Rep. Tom McClintock, R-Calif., told Newsmax on Wednesday that California needs additional water reservoirs and other measures to fix the state's "very serious water problem" that impeded efforts to fight recent wildfires.
McClintock said on "National Report" that the wildfires that broke out overnight on Tuesday in San Diego County, causing evacuation orders in some communities, and the ones in Los Angeles have shown that California has "a very serious water problem" despite having "one of the most water-rich regions of the country in Northern California."
He added, "The problem is that we stopped building reservoirs to store water from wet years so that we have plenty in dry ones, and that's because of the environmental laws that were passed in the 1970s. Those same environmental laws have prevented us from properly managing our lands, which is why we are being consumed by fire throughout the region."
McClintock noted that prior to "the modern era, we lost about 4.5 million acres a year to catastrophic fire" before "land management agencies" were established "to do a little gardening."
He added that the state also started auctioning off excess timber to logging companies that paid to remove it and leasing public lands to ranchers whose cattle and sheep would suppress brush growth with their grazing. The state also used controlled fires to remove undergrowth and other measures to prevent large-scale wildfires.
McClintock said these policies "brought our fire losses from about 4.5 million acres a year to about a quarter million acres a year. But then those same environmental laws made permitting for all of these practices all but impossible, so we stopped."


= Your assignment =
Return every entry below without altering a word.
─── Given data ───
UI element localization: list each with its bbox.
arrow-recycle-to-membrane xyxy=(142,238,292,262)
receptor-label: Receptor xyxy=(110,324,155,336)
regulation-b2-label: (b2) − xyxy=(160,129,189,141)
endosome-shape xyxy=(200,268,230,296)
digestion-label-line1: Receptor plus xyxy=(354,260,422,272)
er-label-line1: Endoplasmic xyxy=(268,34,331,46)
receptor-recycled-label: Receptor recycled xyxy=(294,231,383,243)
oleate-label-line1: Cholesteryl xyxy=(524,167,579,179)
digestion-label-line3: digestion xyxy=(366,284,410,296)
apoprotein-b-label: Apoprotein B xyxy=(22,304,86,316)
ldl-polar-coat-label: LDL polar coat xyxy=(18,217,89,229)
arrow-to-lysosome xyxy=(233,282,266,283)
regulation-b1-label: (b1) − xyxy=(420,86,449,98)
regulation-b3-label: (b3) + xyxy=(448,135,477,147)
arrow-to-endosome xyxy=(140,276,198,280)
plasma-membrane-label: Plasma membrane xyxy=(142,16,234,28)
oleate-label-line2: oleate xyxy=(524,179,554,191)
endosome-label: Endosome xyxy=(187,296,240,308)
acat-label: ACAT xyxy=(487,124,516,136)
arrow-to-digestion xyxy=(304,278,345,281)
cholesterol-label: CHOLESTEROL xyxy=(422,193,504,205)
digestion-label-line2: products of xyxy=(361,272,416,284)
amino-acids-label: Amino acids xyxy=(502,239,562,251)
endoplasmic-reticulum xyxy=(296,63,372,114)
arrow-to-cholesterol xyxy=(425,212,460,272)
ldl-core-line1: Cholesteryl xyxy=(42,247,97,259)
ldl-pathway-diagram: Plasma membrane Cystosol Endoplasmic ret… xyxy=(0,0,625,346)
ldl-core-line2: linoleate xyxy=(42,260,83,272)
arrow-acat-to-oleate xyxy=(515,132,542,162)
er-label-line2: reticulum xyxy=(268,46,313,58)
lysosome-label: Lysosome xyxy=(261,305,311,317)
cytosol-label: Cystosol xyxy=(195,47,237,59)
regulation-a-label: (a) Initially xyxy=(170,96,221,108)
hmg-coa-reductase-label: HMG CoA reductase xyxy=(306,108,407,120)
───
= Finished exercise =
UI element localization: list each with its bbox.
arrow-recycle-to-membrane xyxy=(142,238,292,262)
receptor-label: Receptor xyxy=(110,324,155,336)
regulation-b2-label: (b2) − xyxy=(160,129,189,141)
endosome-shape xyxy=(200,268,230,296)
digestion-label-line1: Receptor plus xyxy=(354,260,422,272)
er-label-line1: Endoplasmic xyxy=(268,34,331,46)
receptor-recycled-label: Receptor recycled xyxy=(294,231,383,243)
oleate-label-line1: Cholesteryl xyxy=(524,167,579,179)
digestion-label-line3: digestion xyxy=(366,284,410,296)
apoprotein-b-label: Apoprotein B xyxy=(22,304,86,316)
ldl-polar-coat-label: LDL polar coat xyxy=(18,217,89,229)
arrow-to-lysosome xyxy=(233,282,266,283)
regulation-b1-label: (b1) − xyxy=(420,86,449,98)
regulation-b3-label: (b3) + xyxy=(448,135,477,147)
arrow-to-endosome xyxy=(140,276,198,280)
plasma-membrane-label: Plasma membrane xyxy=(142,16,234,28)
oleate-label-line2: oleate xyxy=(524,179,554,191)
endosome-label: Endosome xyxy=(187,296,240,308)
acat-label: ACAT xyxy=(487,124,516,136)
arrow-to-digestion xyxy=(304,278,345,281)
cholesterol-label: CHOLESTEROL xyxy=(422,193,504,205)
digestion-label-line2: products of xyxy=(361,272,416,284)
amino-acids-label: Amino acids xyxy=(502,239,562,251)
endoplasmic-reticulum xyxy=(296,63,372,114)
arrow-to-cholesterol xyxy=(425,212,460,272)
ldl-core-line1: Cholesteryl xyxy=(42,247,97,259)
ldl-pathway-diagram: Plasma membrane Cystosol Endoplasmic ret… xyxy=(0,0,625,346)
ldl-core-line2: linoleate xyxy=(42,260,83,272)
arrow-acat-to-oleate xyxy=(515,132,542,162)
er-label-line2: reticulum xyxy=(268,46,313,58)
lysosome-label: Lysosome xyxy=(261,305,311,317)
cytosol-label: Cystosol xyxy=(195,47,237,59)
regulation-a-label: (a) Initially xyxy=(170,96,221,108)
hmg-coa-reductase-label: HMG CoA reductase xyxy=(306,108,407,120)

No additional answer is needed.